The deal struck by China’s ByteDance with Oracle and Walmart over the future of video-streaming app TikTok appears to be on very shaky ground, with the Global Times newspaper warning the agreement is unlikely to receive Chinese government endorsement, and US President Donald Trump saying his administration won’t approve it if Bytedance retains control.
ByteDance has said it will create a US “subsidiary”, TikTok Global, that will be part-owned by Oracle and Walmart – which in turn said TikTok Global’s board would comprise mainly Americans – to pacify the Trump administration, which had planned to ban TikTok on security grounds.
But Trump said on Monday said his administration would not approve the sale of TikTok to Oracle and Walmart if China’s ByteDance maintains any control.

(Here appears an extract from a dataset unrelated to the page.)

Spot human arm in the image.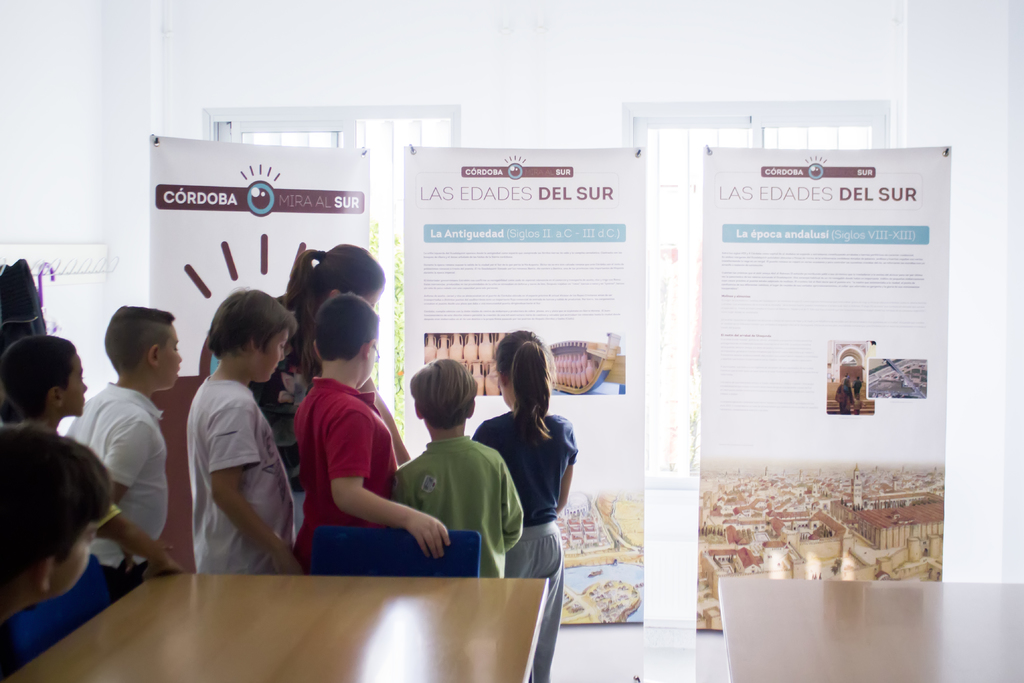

“If we find that they don’t have total control, then we’re not going to approve the deal… We will be watching it very closely,” Trump told Fox News in an interview.
Meanwhile, the English and Chinese editions of the state tabloid, the Global Times, carried an editorial on Monday which said: “It is clear that these articles (terms) extensively show Washington’s bullying style and hooligan logic. They hurt China’s national security, interests and dignity.”
The unidentified author objected to a requirement that four of the five board seats of TikTok Global be occupied by Americans and only one reserved for a Chinese national, as well as the inclusion of a US-approved “national security director”.
It also denounced a requirement that ByteDance reveal TikTok’s source code to Oracle as part of the latter’s stake purchase, as well as the separate management of TikTok from Chinese equivalent Douyin.
“As TikTok and Douyin should have the same source code, this means the US can get to know the operations of Douyin,” the editorial continued.
“If the reorganisation of TikTok under US manipulation becomes a model, it means once any successful Chinese company expands its business to the US and becomes competitive, it will be targeted by the US and turned into a US-controlled company via trickery and coercion, which eventually serves only US interests,” the author wrote.
The Global Times is a tabloid published by the People’s Daily, the official newspaper of China’s ruling Communist Party, but does not speak on behalf of the party and government unlike its parent publication.
Over the weekend, ByteDance and Oracle announced they had reached a deal that would satisfy Trump’s call for TikTok to be sold to an American buyer or face shutdown in the United States.
However, both sides have framed the deal differently in public statements.
ByteDance has said TikTok Global will be its subsidiary of which it will own 80%.
Oracle has said ByteDance’s ownership would be distributed to ByteDance’s investors, many of which are US-based and that the Beijing-based firm itself would have no stake in TikTok Global.
The deal requires approval from regulators in both Beijing and Washington.